Segregation of concurrent sounds in complex acoustic environments is a fundamental feature of auditory scene analysis. A powerful cue used by the auditory system to segregate concurrent sounds, such as speakers' voices at a cocktail party, is inharmonicity. This can be demonstrated when a component of a harmonic complex tone is perceived as a separate tone "popping out" from the complex as a whole when it is sufficiently mistuned from its harmonic value. The neural bases of perceptual "pop out" of mistuned harmonics are unclear. We recorded multiunit activity from primary auditory cortex (A1) of behaving monkeys elicited by harmonic complex tones that were either "in tune" or that contained a mistuned third harmonic set at the best frequency of the neural populations.
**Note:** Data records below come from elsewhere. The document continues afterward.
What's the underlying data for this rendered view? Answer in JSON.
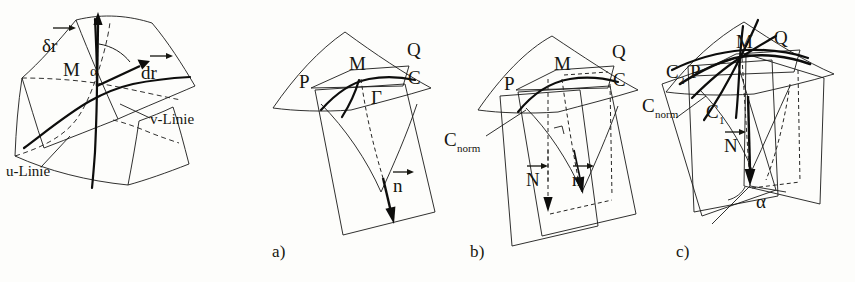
{
  "figure": {
    "background_color": "#fdfdfb",
    "ink_color": "#15150f",
    "panel_count": 4
  },
  "panel_0": {
    "caption": "",
    "labels": {
      "delta_r": "δr",
      "d_r": "dr",
      "point_M": "M",
      "angle": "α",
      "u_line": "u-Linie",
      "v_line": "v-Linie"
    }
  },
  "panel_a": {
    "caption": "a)",
    "labels": {
      "point_P": "P",
      "point_M": "M",
      "point_Q": "Q",
      "point_C": "C",
      "curve_gamma": "Γ",
      "normal_vector": "n"
    }
  },
  "panel_b": {
    "caption": "b)",
    "labels": {
      "point_P": "P",
      "point_M": "M",
      "point_Q": "Q",
      "point_C": "C",
      "c_norm": "C",
      "c_norm_sub": "norm",
      "vector_N": "N",
      "vector_n": "n"
    }
  },
  "panel_c": {
    "caption": "c)",
    "labels": {
      "point_M": "M",
      "point_Q": "Q",
      "point_P": "P",
      "c_two": "C",
      "c_two_sub": "2",
      "c_one": "C",
      "c_one_sub": "1",
      "c_norm": "C",
      "c_norm_sub": "norm",
      "vector_N": "N",
      "angle": "α"
    }
  }
}
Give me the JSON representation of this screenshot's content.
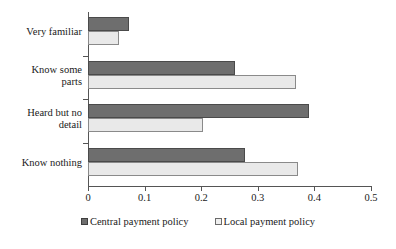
{
  "chart_data": {
    "type": "bar",
    "orientation": "horizontal",
    "title": "",
    "xlabel": "",
    "ylabel": "",
    "xlim": [
      0,
      0.5
    ],
    "xticks": [
      "0",
      "0.1",
      "0.2",
      "0.3",
      "0.4",
      "0.5"
    ],
    "xtick_values": [
      0,
      0.1,
      0.2,
      0.3,
      0.4,
      0.5
    ],
    "grid": false,
    "legend_position": "bottom",
    "categories": [
      "Very familiar",
      "Know some\nparts",
      "Heard but no\ndetail",
      "Know nothing"
    ],
    "series": [
      {
        "name": "Central payment policy",
        "color": "#6e6e6e",
        "values": [
          0.072,
          0.26,
          0.39,
          0.277
        ]
      },
      {
        "name": "Local payment policy",
        "color": "#e9e9e9",
        "values": [
          0.055,
          0.367,
          0.203,
          0.371
        ]
      }
    ]
  },
  "legend": {
    "entries": [
      {
        "label": "Central payment policy",
        "swatch": "filled-dark-square-icon"
      },
      {
        "label": "Local payment policy",
        "swatch": "outlined-light-square-icon"
      }
    ]
  }
}
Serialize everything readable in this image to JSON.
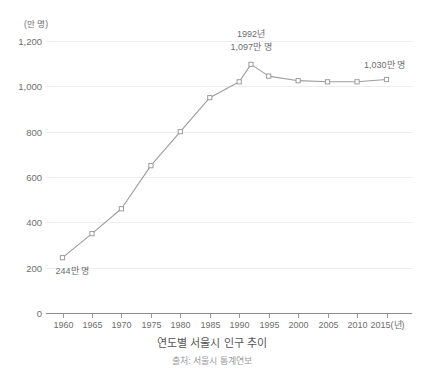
{
  "chart_data": {
    "type": "line",
    "title": "연도별 서울시 인구 추이",
    "source": "출처: 서울시 통계연보",
    "unit_label": "(만 명)",
    "xlabel": "",
    "xlabel_suffix": "(년)",
    "ylabel": "",
    "ylim": [
      0,
      1200
    ],
    "xlim": [
      1960,
      2015
    ],
    "grid": true,
    "legend": "none",
    "ytick_values": [
      0,
      200,
      400,
      600,
      800,
      1000,
      1200
    ],
    "ytick_labels": [
      "0",
      "200",
      "400",
      "600",
      "800",
      "1,000",
      "1,200"
    ],
    "xtick_values": [
      1960,
      1965,
      1970,
      1975,
      1980,
      1985,
      1990,
      1995,
      2000,
      2005,
      2010,
      2015
    ],
    "xtick_labels": [
      "1960",
      "1965",
      "1970",
      "1975",
      "1980",
      "1985",
      "1990",
      "1995",
      "2000",
      "2005",
      "2010",
      "2015(년)"
    ],
    "x": [
      1960,
      1965,
      1970,
      1975,
      1980,
      1985,
      1990,
      1992,
      1995,
      2000,
      2005,
      2010,
      2015
    ],
    "values": [
      244,
      350,
      460,
      650,
      800,
      950,
      1020,
      1097,
      1045,
      1025,
      1020,
      1020,
      1030
    ],
    "series": [
      {
        "name": "서울시 인구",
        "values": [
          244,
          350,
          460,
          650,
          800,
          950,
          1020,
          1097,
          1045,
          1025,
          1020,
          1020,
          1030
        ]
      }
    ],
    "annotations": [
      {
        "name": "start-label",
        "text": "244만 명",
        "x": 1960,
        "y": 244
      },
      {
        "name": "peak-year-label",
        "text": "1992년",
        "x": 1992,
        "y": 1097
      },
      {
        "name": "peak-value-label",
        "text": "1,097만 명",
        "x": 1992,
        "y": 1097
      },
      {
        "name": "end-label",
        "text": "1,030만 명",
        "x": 2015,
        "y": 1030
      }
    ],
    "colors": {
      "line": "#9d9d9d",
      "marker_fill": "#ffffff",
      "marker_stroke": "#9d9d9d",
      "grid": "#ededed",
      "axis": "#8c8c8c",
      "text": "#6e6e6e",
      "title": "#555555",
      "source": "#9b9b9b",
      "background": "#ffffff"
    }
  }
}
Responses to mistuned sounds were enhanced relative to responses to "in-tune" sounds, thus correlating with the enhanced perceptual salience of the mistuned component. Consistent with human psychophysics of "pop out," response enhancements increased with the degree of mistuning, were maximal for neural populations tuned to the frequency of the mistuned component, and were not observed under comparable stimulus conditions that do not elicit perceptual "pop out." Mistuning was also associated with changes in neuronal temporal response patterns phase locked to "beats" in the stimuli. Intracortical auditory evoked potentials paralleled noninvasive neurophysiological correlates of perceptual "pop out" in humans, further augmenting the translational relevance of the results. Findings suggest two complementary neural mechanisms for "pop out," based on the detection of local differences in activation level or coherence of temporal response patterns across A1.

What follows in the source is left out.